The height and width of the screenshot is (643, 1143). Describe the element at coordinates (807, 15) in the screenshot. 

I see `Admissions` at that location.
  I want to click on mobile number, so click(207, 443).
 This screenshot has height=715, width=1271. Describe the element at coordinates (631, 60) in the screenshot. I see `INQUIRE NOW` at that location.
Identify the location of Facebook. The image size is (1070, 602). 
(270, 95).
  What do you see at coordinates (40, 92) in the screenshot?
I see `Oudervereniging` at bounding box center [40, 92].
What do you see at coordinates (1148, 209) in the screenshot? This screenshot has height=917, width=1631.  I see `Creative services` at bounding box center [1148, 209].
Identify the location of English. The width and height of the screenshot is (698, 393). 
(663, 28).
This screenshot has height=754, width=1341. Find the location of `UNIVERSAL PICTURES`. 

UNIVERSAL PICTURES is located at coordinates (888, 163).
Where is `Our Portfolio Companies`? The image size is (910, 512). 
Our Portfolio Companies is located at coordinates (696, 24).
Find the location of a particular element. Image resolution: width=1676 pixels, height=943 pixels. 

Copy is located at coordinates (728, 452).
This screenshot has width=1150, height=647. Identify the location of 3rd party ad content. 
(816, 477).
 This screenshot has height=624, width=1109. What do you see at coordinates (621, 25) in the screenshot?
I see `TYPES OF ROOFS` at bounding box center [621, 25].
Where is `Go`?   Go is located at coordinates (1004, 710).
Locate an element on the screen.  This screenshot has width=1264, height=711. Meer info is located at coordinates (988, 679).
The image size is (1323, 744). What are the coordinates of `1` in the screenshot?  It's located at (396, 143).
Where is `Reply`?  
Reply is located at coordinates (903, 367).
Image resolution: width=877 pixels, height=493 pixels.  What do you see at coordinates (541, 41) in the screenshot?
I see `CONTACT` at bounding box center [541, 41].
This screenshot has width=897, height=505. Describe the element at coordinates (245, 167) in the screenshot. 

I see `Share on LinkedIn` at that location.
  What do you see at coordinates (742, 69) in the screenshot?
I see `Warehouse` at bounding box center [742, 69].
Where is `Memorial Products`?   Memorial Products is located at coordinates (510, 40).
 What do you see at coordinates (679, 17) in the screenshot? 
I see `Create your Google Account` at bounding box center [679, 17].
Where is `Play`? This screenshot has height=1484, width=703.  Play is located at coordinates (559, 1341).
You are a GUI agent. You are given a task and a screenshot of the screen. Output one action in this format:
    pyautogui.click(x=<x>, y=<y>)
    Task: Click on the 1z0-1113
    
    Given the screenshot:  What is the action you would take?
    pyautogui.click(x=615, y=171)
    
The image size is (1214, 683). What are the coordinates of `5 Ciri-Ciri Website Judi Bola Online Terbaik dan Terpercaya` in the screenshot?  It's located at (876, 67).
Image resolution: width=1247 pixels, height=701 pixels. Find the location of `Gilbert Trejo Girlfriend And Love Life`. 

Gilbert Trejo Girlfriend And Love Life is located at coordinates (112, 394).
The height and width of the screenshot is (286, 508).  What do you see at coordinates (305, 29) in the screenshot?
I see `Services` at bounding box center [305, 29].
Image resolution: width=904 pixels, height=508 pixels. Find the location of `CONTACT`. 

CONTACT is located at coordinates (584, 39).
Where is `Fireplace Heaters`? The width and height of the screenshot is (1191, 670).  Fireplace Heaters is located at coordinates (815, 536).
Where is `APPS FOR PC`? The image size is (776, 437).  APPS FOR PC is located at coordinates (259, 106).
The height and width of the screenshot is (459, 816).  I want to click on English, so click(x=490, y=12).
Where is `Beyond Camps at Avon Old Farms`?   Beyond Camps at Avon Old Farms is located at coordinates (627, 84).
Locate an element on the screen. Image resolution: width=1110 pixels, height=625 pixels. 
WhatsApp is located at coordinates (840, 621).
• • • • • • •
Everything from the line containing "Locate an element on the screen. Image" through the end of the entries above should be retyped exactly, and nothing else.

ANSWER TO THIS EXERCISE:
Locate an element on the screen. Image resolution: width=1110 pixels, height=625 pixels. 
WhatsApp is located at coordinates (840, 621).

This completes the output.